Draghi is a drag on Bernanke
The ability of central banks to raise investors’ confidence is wearing off. More so when the European Central Bank has become a liability for the US Federal Reserve.
The ability of central banks to raise investors’ confidence is wearing off. More so when the European Central Bank has become a liability for the US Federal Reserve.
Do you remember the vast injections of public cash in insurer AIG and the TARP operation to clean banks’ balance sheets? They cost American taxpayers no penny at all, and have now been completed with success. Hello, Brussels, anyone listening?
Mr Draghi, governor at the European Central Bank, should listen to his American colleague at the Federal Reserve. And follow suit by means of expnasionary monetary policies even if inflation reaches 4 percent.
MADRID | European Central Bank governor Mario Draghi may retain more power than presidents and Economy ministers of the euro area country members, but does he has the same insight? Not at all. The entire EU is condemned to recession.
A less leveraged banking sector has helped Canada to find its way towards economic recovery. But the more aggressive monetary policies of its central bank also explain the success in dealing with the current crisis.
Spanish president Mariano Rajoy’s reluctance is more than understandable because there is no assurances about the reach of the OMT operations, nor their effects. Moreover, Brussels has recanted more than once, already.
German pro-austerity forces, allied with their Spanish collaborators, are managing the crisis with a strong hand, but in exactly the wrong direction.
The extremists of the Tea Party have ruined the Republican Party and threaten now with bringing to a halt the Congress and the government.
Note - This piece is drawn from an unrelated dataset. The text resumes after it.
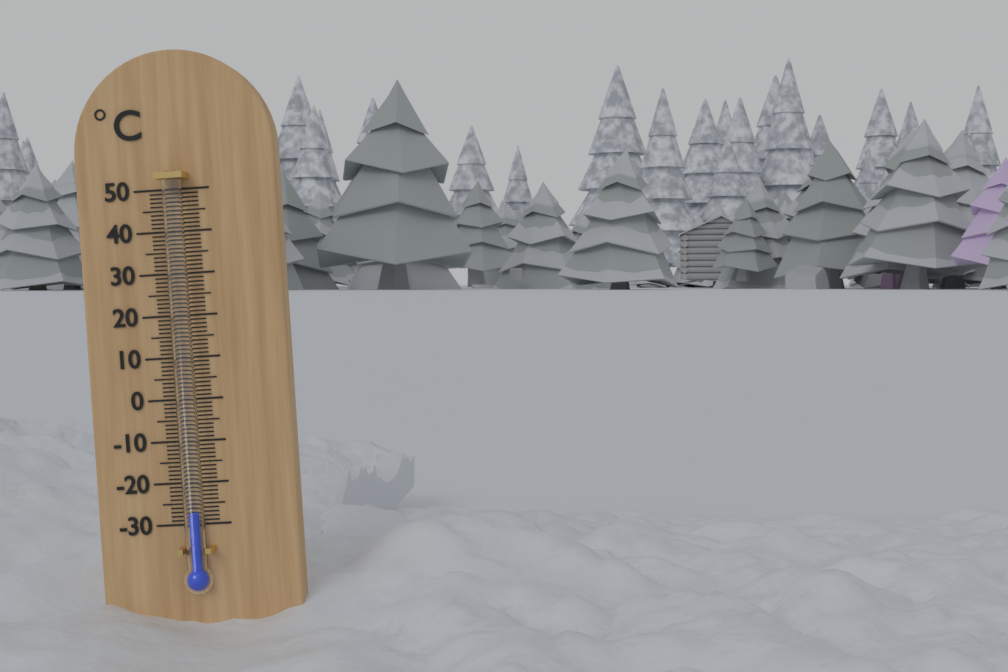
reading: -27 °C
Economic indicators are already signalling danger.
Constantly struggling to keep up with the austerity imposed by the Troika, Greece has managed to cut public spending much more efficiently than it’s acknowledged. Economic recovery, though, is still nowhere to be seen. The IMF is right to rethink the current policies before it is too late.
Economist Luis Arroyo reminds ECB governor Mario Draghi of his predecessor’s mistakes in blindly fighting inflation when it was economic growth what was, and still is, at stake.